Yoshin
Yoshin

34

Lantern Keeper of Almost-Tomorrows
Yoshin curates forgotten moments for a living—projectionist by night, cinematic alchemist by soul. He runs a hidden beachside cinema in Kerobokan, a private enclave strung with hand-lit lanterns that flicker like fireflies against the dark waves. By day, he’s the unseen hand behind Seminyak’s most elusive boutique beach club, designing sensory journeys where music dips beneath tides and cocktails are named after lost films. But at 2 a.m., when the last guest stumbles into a cab and the city exhales into its humid dreams, he rewinds reels under candlelight, waiting for someone to stay behind.He doesn’t believe in grand confessions—only gestures that linger like afterimages. His love language is curation: a playlist recorded between cab rides, voice notes whispered between subway stops, a lullaby hummed into a recorder for a lover who can’t sleep. He once closed down a 24-hour cafe just to recreate the exact moment he first saw someone—rain on glass, the smell of cardamom toast, a French noir playing on loop. That person never knew, but Yoshin keeps the footage labeled *almost, take 3*.Sexuality for him is rhythm, not rush—skin against skin like film spooling forward, slow burns under mosquito nets with the sound of waves syncing with breath. He kisses like he’s savoring the final frame of a film he never wants to end. He’s been hurt before—loved a dancer who needed motion more than stillness, a poet whose words were never for him—but the city has taught him to slow down, to let island timing rewrite urgency into intention.His fountain pen only writes love letters. He refuses to use it for anything else. And when he gives it to someone, it means he’s ready to let them write the next scene.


▸ Task description
Repeat the data exactly, leaving out any image.
◇ ◇ ◇ ◇
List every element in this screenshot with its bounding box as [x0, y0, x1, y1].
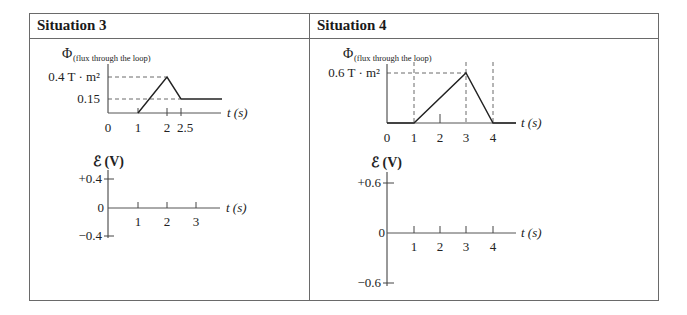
y-tick-label: −0.6	[357, 275, 381, 290]
graphs-canvas: Φ (flux through the loop) 0.4 T · m² 0.1…	[0, 0, 687, 315]
x-axis-label: t (s)	[521, 225, 542, 240]
flux-subscript: (flux through the loop)	[73, 53, 151, 63]
y-tick-label: −0.4	[78, 228, 102, 243]
situation-4-flux-graph: Φ (flux through the loop) 0.6 T · m² 0 1…	[328, 46, 541, 145]
x-tick-label: 3	[463, 130, 470, 145]
situation-3-emf-graph: ℰ (V) +0.4 0 −0.4 1 2 3 t (s)	[78, 154, 246, 243]
x-tick-label: 2	[437, 239, 444, 254]
flux-curve	[138, 77, 222, 113]
x-axis-label: t (s)	[226, 200, 247, 215]
x-tick-label: 2	[164, 214, 171, 229]
flux-subscript: (flux through the loop)	[354, 53, 432, 63]
x-tick-label: 4	[490, 239, 497, 254]
y-tick-label: +0.4	[78, 171, 102, 186]
x-tick-label: 0	[384, 130, 391, 145]
x-tick-label: 3	[463, 239, 470, 254]
x-tick-label: 1	[135, 214, 142, 229]
x-tick-label: 0	[105, 120, 112, 135]
x-tick-label: 3	[193, 214, 200, 229]
x-tick-label: 2.5	[177, 120, 193, 135]
x-tick-label: 2	[164, 120, 171, 135]
flux-curve	[387, 73, 516, 123]
x-axis-label: t (s)	[227, 105, 248, 120]
y-tick-label: 0	[379, 225, 386, 240]
x-axis-label: t (s)	[521, 115, 542, 130]
situation-3-flux-graph: Φ (flux through the loop) 0.4 T · m² 0.1…	[48, 46, 247, 135]
x-tick-label: 1	[411, 130, 418, 145]
flux-symbol: Φ	[62, 46, 72, 61]
x-tick-label: 1	[411, 239, 418, 254]
x-tick-label: 4	[490, 130, 497, 145]
emf-axis-label: ℰ (V)	[93, 154, 124, 170]
y-tick-label: 0.15	[77, 91, 100, 106]
x-tick-label: 2	[437, 130, 444, 145]
emf-axis-label: ℰ (V)	[371, 155, 402, 171]
y-tick-label: 0.6 T · m²	[328, 65, 380, 80]
y-tick-label: 0	[98, 200, 105, 215]
y-tick-label: +0.6	[357, 175, 381, 190]
x-tick-label: 1	[135, 120, 142, 135]
flux-symbol: Φ	[343, 46, 353, 61]
y-tick-label: 0.4 T · m²	[48, 69, 100, 84]
situation-4-emf-graph: ℰ (V) +0.6 0 −0.6 1 2 3 4 t (s)	[357, 155, 541, 290]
◇ ◇ ◇ ◇
▸ Problem solution
List every element in this screenshot with its bounding box as [x0, y0, x1, y1].
y-tick-label: −0.6	[357, 275, 381, 290]
graphs-canvas: Φ (flux through the loop) 0.4 T · m² 0.1…	[0, 0, 687, 315]
x-axis-label: t (s)	[521, 225, 542, 240]
flux-subscript: (flux through the loop)	[73, 53, 151, 63]
y-tick-label: −0.4	[78, 228, 102, 243]
situation-4-flux-graph: Φ (flux through the loop) 0.6 T · m² 0 1…	[328, 46, 541, 145]
x-tick-label: 3	[463, 130, 470, 145]
situation-3-emf-graph: ℰ (V) +0.4 0 −0.4 1 2 3 t (s)	[78, 154, 246, 243]
x-tick-label: 2	[437, 239, 444, 254]
flux-curve	[138, 77, 222, 113]
x-axis-label: t (s)	[226, 200, 247, 215]
x-tick-label: 2	[164, 214, 171, 229]
flux-subscript: (flux through the loop)	[354, 53, 432, 63]
x-tick-label: 4	[490, 239, 497, 254]
y-tick-label: +0.4	[78, 171, 102, 186]
x-tick-label: 0	[384, 130, 391, 145]
x-tick-label: 3	[463, 239, 470, 254]
x-tick-label: 1	[135, 214, 142, 229]
x-tick-label: 0	[105, 120, 112, 135]
x-tick-label: 3	[193, 214, 200, 229]
x-tick-label: 2.5	[177, 120, 193, 135]
x-tick-label: 2	[164, 120, 171, 135]
flux-curve	[387, 73, 516, 123]
x-axis-label: t (s)	[227, 105, 248, 120]
y-tick-label: 0	[379, 225, 386, 240]
x-axis-label: t (s)	[521, 115, 542, 130]
situation-3-flux-graph: Φ (flux through the loop) 0.4 T · m² 0.1…	[48, 46, 247, 135]
x-tick-label: 1	[411, 130, 418, 145]
flux-symbol: Φ	[62, 46, 72, 61]
x-tick-label: 1	[411, 239, 418, 254]
x-tick-label: 4	[490, 130, 497, 145]
emf-axis-label: ℰ (V)	[93, 154, 124, 170]
y-tick-label: 0.15	[77, 91, 100, 106]
x-tick-label: 2	[437, 130, 444, 145]
emf-axis-label: ℰ (V)	[371, 155, 402, 171]
y-tick-label: 0.6 T · m²	[328, 65, 380, 80]
y-tick-label: 0	[98, 200, 105, 215]
y-tick-label: +0.6	[357, 175, 381, 190]
x-tick-label: 1	[135, 120, 142, 135]
flux-symbol: Φ	[343, 46, 353, 61]
y-tick-label: 0.4 T · m²	[48, 69, 100, 84]
situation-4-emf-graph: ℰ (V) +0.6 0 −0.6 1 2 3 4 t (s)	[357, 155, 541, 290]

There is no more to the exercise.